Originally ~2019 — writing it up now.
BrowserStack’s real-device product streams your test session off a physical phone or tablet sitting in a data center, over WebRTC, straight into your browser tab. Getting that connection up involves a negotiation phase: the device sits behind its own network, so before it can start streaming, it has to reach out to a relay server and hand over its identification details. That relay is a TURN server, part of the standard ICE process every WebRTC connection goes through when a direct peer-to-peer path isn’t available.
The Symptom Link to heading
One day the fallback rate for a single region started climbing. “Fallback” is what we called it when a device failed to establish that streaming connection: the session didn’t get a device, and the request fell back to something else. From the outside this looked like two problems stacked on top of each other. Users in the affected region waited far longer than normal, because devices from other regions were getting picked to serve them instead. Inside that region, the pool of usable devices kept shrinking on its own: our automation flagged every device that failed to connect for a 20-minute cleanup cycle. Once enough devices piled into that “cleaning” state at the same time, the failure rate in the region climbed, which pushed more devices into cleanup, which pushed the failure rate higher still.
Untangling the Loop Link to heading
We didn’t solve this alone. It took three or four of us pulling logs from different parts of the pipeline before “devices from this region aren’t connecting” turned into anything resembling a location. Streaming failures are an ambiguous symptom: they can come from network, orchestration, mobile config, or something in between. Isolating even the right layer took a team, not a solo debugging session.
Finding DNS Link to heading
The trail pointed at DNS. Devices in the affected region couldn’t find the TURN servers they needed to complete the WebRTC handshake, because DNS wasn’t resolving those hostnames for them. We confirmed it: ran dig and nslookup against a server we suspected was affected, and got back what you don’t want to see, no resolution.
We pointed it to a different DNS resolver for interim relief while we kept digging, then restarted the DNS service itself. That’s what closed the gap. The region’s devices weren’t broken, and the network path wasn’t broken either. DNS stopped resolving for one class of hostname, and that was enough to pull an entire region’s device pool into a self-reinforcing loop of connection failures and automated cleanups.
What It Left Me With Link to heading
What stuck with me was how far the blast radius traveled from a single point of failure. A DNS lookup that should take milliseconds broke a loop that dragged connection rates down across an entire region for as long as it went unnoticed. The automation that was supposed to protect us, the 20-minute cleanup for failed devices, did exactly its job and made the incident worse. It had no way to tell one bad device apart from every device failing for the same external reason.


**EXERCISE INSTRUCTIONS:** Please return every record exactly as it appears.

**EXTRACTED ENTRIES:**
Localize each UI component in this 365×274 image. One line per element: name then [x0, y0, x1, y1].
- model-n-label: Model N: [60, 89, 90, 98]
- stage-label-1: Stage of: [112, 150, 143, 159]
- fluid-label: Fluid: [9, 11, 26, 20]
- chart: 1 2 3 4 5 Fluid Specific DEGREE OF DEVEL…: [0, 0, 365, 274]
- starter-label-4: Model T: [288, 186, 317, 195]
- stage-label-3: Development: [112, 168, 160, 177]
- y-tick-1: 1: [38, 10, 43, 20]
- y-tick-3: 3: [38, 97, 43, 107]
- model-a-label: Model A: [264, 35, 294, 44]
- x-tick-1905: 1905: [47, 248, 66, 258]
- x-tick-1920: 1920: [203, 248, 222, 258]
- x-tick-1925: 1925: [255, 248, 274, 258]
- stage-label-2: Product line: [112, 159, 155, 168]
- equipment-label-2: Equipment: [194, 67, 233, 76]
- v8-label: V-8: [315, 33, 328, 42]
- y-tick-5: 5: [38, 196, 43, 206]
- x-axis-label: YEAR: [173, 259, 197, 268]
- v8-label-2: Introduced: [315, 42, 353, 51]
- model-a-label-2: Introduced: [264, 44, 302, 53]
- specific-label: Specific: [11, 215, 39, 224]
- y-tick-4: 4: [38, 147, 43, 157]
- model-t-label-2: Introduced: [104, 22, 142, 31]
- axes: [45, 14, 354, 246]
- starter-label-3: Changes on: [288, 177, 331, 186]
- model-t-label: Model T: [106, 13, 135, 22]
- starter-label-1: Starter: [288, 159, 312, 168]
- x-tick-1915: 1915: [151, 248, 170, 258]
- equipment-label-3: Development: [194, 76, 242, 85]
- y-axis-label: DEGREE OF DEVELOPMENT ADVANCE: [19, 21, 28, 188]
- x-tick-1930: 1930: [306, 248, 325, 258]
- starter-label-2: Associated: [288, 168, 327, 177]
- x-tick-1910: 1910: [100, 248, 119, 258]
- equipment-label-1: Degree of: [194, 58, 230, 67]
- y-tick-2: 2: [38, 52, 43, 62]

**YOUR RESPONSE:**
Localize each UI component in this 365×274 image. One line per element: name then [x0, y0, x1, y1].
- model-n-label: Model N: [60, 89, 90, 98]
- stage-label-1: Stage of: [112, 150, 143, 159]
- fluid-label: Fluid: [9, 11, 26, 20]
- chart: 1 2 3 4 5 Fluid Specific DEGREE OF DEVEL…: [0, 0, 365, 274]
- starter-label-4: Model T: [288, 186, 317, 195]
- stage-label-3: Development: [112, 168, 160, 177]
- y-tick-1: 1: [38, 10, 43, 20]
- y-tick-3: 3: [38, 97, 43, 107]
- model-a-label: Model A: [264, 35, 294, 44]
- x-tick-1905: 1905: [47, 248, 66, 258]
- x-tick-1920: 1920: [203, 248, 222, 258]
- x-tick-1925: 1925: [255, 248, 274, 258]
- stage-label-2: Product line: [112, 159, 155, 168]
- equipment-label-2: Equipment: [194, 67, 233, 76]
- v8-label: V-8: [315, 33, 328, 42]
- y-tick-5: 5: [38, 196, 43, 206]
- x-axis-label: YEAR: [173, 259, 197, 268]
- v8-label-2: Introduced: [315, 42, 353, 51]
- model-a-label-2: Introduced: [264, 44, 302, 53]
- specific-label: Specific: [11, 215, 39, 224]
- y-tick-4: 4: [38, 147, 43, 157]
- model-t-label-2: Introduced: [104, 22, 142, 31]
- axes: [45, 14, 354, 246]
- starter-label-3: Changes on: [288, 177, 331, 186]
- model-t-label: Model T: [106, 13, 135, 22]
- starter-label-1: Starter: [288, 159, 312, 168]
- x-tick-1915: 1915: [151, 248, 170, 258]
- equipment-label-3: Development: [194, 76, 242, 85]
- y-axis-label: DEGREE OF DEVELOPMENT ADVANCE: [19, 21, 28, 188]
- x-tick-1930: 1930: [306, 248, 325, 258]
- starter-label-2: Associated: [288, 168, 327, 177]
- x-tick-1910: 1910: [100, 248, 119, 258]
- equipment-label-1: Degree of: [194, 58, 230, 67]
- y-tick-2: 2: [38, 52, 43, 62]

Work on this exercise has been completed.